Wesley Morris of the New York Times called the 24-hour performance at St. Ann’s “one of the greatest experiences of my life.” How would you describe it from your perspective?

It felt a bit like manhood or queendomhood. It felt like coming of age in a way. I’m not a kid anymore. I felt incredibly bonded to the people in the room: the audience, the musicians and the guests. I see them now, people I haven’t seen since that show, and I feel like they’re family. It felt like this profound experience we all went through together. I’ve never seen an audience that emotionally available before. That’s proven true for the six-hour shows, too.

Taylor Mac in Chapter 3, Decade 15 (Photo Credit: Teddy Wolff)

I was really inspired by your piece What’s gonna happen on your website and the idea of being makers not markers. Can you explain how it applies to your work and how it might help the rest of us deal with what is happening?

I don’t think everybody is an artist. The Public Theatre had a program Everyone’s An Artist. No, everyone has the capability of being creative. Being an artist is building a craft and putting years of your life into it and building an expertise to be an artist. But everyone is creative. Everyone has the ability to make things. To make something that is tangible instead of ephemeral ideas or writing on a Facebook post.
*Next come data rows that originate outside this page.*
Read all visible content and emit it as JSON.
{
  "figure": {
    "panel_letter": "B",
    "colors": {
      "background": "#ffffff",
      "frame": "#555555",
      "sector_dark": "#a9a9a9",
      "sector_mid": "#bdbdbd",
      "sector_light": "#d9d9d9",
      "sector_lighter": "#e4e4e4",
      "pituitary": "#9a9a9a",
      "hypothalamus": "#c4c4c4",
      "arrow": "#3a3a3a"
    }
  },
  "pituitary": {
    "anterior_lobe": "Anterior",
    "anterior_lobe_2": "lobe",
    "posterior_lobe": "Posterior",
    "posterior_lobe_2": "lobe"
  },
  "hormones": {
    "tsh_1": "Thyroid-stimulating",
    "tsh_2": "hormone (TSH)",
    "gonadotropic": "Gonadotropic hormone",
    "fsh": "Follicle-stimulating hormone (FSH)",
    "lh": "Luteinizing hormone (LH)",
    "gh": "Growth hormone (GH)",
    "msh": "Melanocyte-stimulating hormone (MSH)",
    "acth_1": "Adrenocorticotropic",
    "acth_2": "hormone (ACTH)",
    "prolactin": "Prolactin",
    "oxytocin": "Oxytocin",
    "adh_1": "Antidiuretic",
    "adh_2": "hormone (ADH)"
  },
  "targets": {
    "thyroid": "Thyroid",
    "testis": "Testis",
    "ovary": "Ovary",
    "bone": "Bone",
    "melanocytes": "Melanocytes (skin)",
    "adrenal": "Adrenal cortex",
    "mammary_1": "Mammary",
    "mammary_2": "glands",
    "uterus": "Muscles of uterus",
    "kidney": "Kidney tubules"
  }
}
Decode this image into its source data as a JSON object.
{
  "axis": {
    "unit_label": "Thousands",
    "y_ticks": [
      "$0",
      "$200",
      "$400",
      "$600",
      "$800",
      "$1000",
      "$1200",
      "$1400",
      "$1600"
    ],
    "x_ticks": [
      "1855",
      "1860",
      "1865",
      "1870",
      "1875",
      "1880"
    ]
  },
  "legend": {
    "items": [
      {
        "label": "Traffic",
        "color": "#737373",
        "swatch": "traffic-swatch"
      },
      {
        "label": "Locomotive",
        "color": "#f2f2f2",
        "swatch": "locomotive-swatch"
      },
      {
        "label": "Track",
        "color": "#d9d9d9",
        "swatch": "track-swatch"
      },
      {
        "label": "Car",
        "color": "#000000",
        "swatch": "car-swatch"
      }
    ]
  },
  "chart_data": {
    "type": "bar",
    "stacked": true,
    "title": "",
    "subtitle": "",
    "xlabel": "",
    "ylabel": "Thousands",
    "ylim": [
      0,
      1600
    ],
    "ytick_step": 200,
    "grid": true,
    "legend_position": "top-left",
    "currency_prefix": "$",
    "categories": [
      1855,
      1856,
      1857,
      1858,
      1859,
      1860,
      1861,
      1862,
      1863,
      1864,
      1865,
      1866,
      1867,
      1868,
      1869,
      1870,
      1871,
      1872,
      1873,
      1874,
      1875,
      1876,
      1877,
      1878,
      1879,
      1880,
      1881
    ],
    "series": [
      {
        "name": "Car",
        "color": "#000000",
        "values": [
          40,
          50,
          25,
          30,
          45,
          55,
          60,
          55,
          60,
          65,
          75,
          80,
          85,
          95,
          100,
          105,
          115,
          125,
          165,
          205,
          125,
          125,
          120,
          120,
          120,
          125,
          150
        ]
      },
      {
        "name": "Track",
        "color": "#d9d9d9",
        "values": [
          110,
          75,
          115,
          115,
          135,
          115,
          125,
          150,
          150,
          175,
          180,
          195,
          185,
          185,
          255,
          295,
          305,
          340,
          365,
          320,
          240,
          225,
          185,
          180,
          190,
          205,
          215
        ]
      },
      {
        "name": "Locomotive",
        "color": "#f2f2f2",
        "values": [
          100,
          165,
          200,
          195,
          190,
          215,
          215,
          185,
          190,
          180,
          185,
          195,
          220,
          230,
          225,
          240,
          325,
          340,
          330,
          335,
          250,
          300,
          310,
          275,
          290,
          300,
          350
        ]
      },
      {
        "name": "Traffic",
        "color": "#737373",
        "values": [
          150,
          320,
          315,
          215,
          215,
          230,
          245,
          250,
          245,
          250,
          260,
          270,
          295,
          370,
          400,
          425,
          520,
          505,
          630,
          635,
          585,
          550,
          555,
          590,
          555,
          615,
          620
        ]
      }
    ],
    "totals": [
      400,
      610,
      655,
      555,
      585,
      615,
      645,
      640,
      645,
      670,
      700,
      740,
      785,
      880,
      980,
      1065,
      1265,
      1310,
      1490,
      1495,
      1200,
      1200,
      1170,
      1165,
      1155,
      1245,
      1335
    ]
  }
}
You can do something in the world.

That’s how I approach it. Instead of marking your life – social media doesn’t feel like direct action. We do real life at my show. We don’t mark. The audience has an opportunity to and are encouraged to be makers of the show with us. What they do in the theatre is the profundity. I’m just the diviner. It’s the audience’s job to go digging and I give them the tools to do so. Then I’m cheerleading, but I’m the one who is sweating.

Leonard Bernstein, whose 100th birthday is being celebrated around the world said in 1967 about the state of affairs, “It’s worse than ever because of the multiplying nuclear arsenals and the total unpredictability of statesmen who are hardly statesmen like.” He also bemoaned the “farcical cynical way everything is being handled. The massive lie that is constantly being told. How can one feel that one is part of anything real? I can’t.” 51 years later, do you share his view or are you more optimistic?

I’m more optimistic because that was 51 years ago and we’re still here. The wonderful thing about our system is nobody can fuck it up for too long. Trump’s got four years, maybe eight, to fuck it up and then in come the cleaners. We have to do our job to get in the position to start the cleaning again.

Los Angeles is one of a few cities getting all 24 hours of this marathon work.
Taylor Mac in Chapter 1, Decade 6 (Photo Credit: Teddy Wolff)

We’re having a hard time learning how to deal with a new force: the internet, social media. It’s a challenge. I think it’s the wrong time to be engaging in social media. If a salesman can become president then you have to protest the tool of production and the internet is that. Until we figure that out, we should take it a bit slower.

I’m trying to spend time with actual people and have real conversations rather than un-nuanced arguments. Everybody wants to be seen and heard. I know why. Because so many aren’t. At the same time you see yourself in every reflective surface. You have to see yourself in everything? It’s such an egocentric culture.

It’s one of the reasons we made this show primarily about the audience. It’s our attempt to make it about somebody else. To be seen and heard. Take up space for ourselves. But at the same time, give more space to the community in the room.